You know, there was this doctor in the Modesty Blaise-episodes I used to read as a kid - I believe his name is Giles Pennyfeather - who embodied this. Well, sort of. Pennyfeather is British and sort of fumbling and innocent when it comes to the sort of business Modesty is usually involved in, but very good at what he does. The doctor eventually ends up as one of Modesty's (numerous, I believe) lovers, and at the time this appeared a bit strange. It seemed to me that a dream-come-true woman like Modesty would sooner go for special friend and soulmate Willie Garvin, who did high-flying dropkicks and could throw just about anything and hit, rather than the mellow Dr. Pennyfeather.

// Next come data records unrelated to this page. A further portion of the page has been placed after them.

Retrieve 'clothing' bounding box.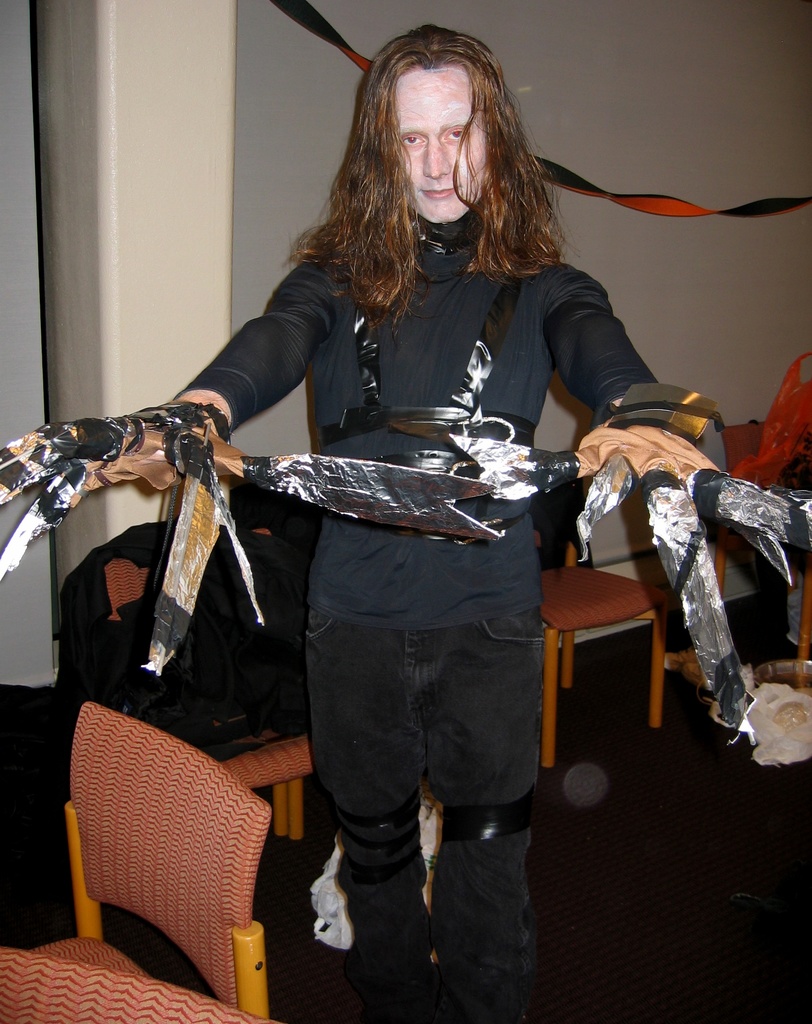
Bounding box: l=184, t=220, r=659, b=636.
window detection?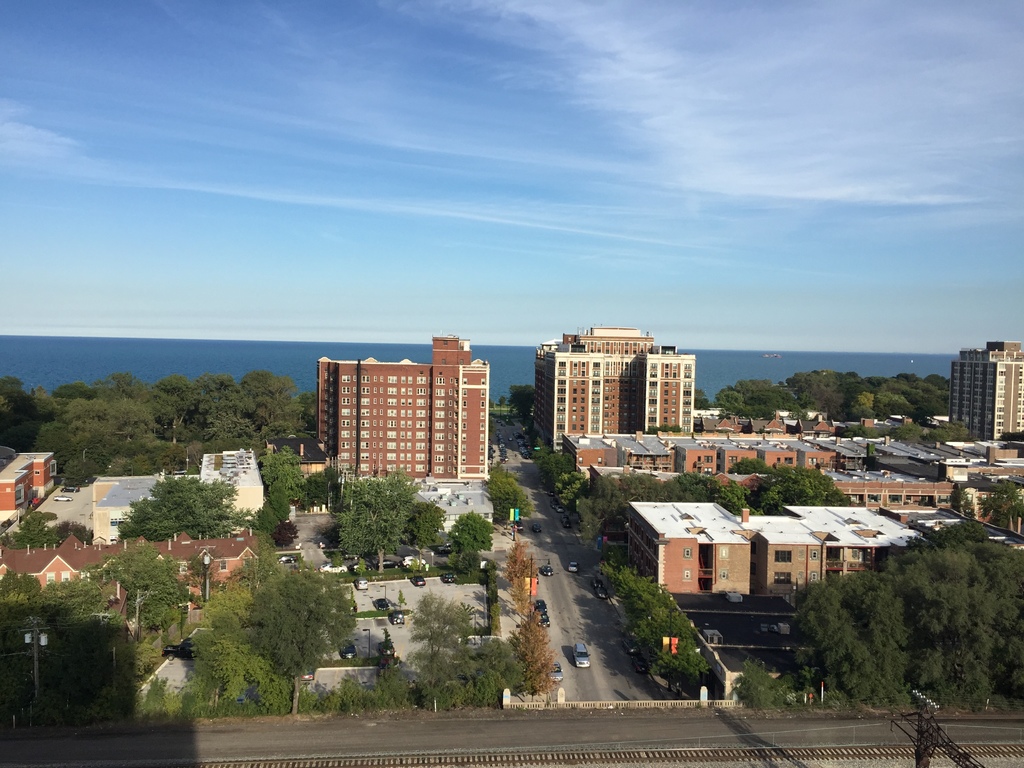
detection(721, 548, 728, 557)
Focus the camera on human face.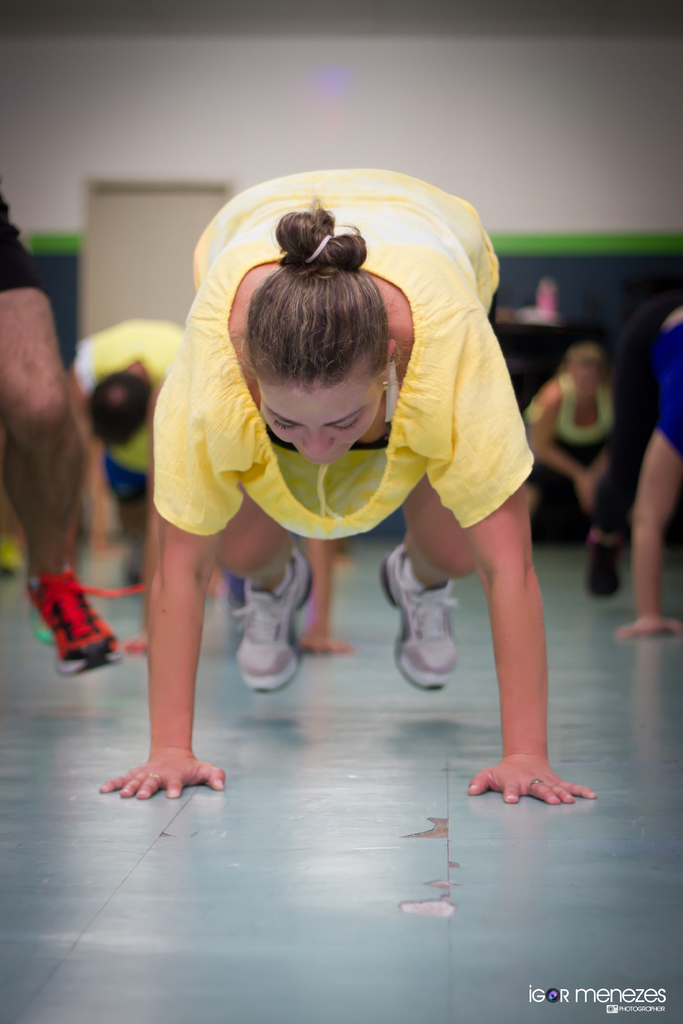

Of course, in retrospect, that doctor was just about the epitome of the saviour: the hard-working, skilled man standing at the border between life and death with blood on his hands, keeping people from falling down. The catcher in the rye. Of course a woman like Modesty would go for a man like that. Still though, I was a young boy. I imagined myself as Willie Garvin every time. I'm not even sure getting down and dirty with Modesty had entered the picture yet.
Those were the days.

Anyway. So there we were toasting away, and Susanne joined in, got about as stimulated as the rest of us and told us a bit both about her experiences as a gynecologist and her own sex life during the course of the night. I can do nothing but salute her, and admit first impressions were wrong.

The palmtrees sway lazily along the beach, and Erik's nose has picked up a tinge of red. Radiation from our nearest star hits hard at these latitudes. I lean back in my chair, breathe in, and stretch my limbs, staring into the heavens.
What a gem of a planet. What charm did we ever possess, what art did we ever utilize, I wonder, to deserve Earth.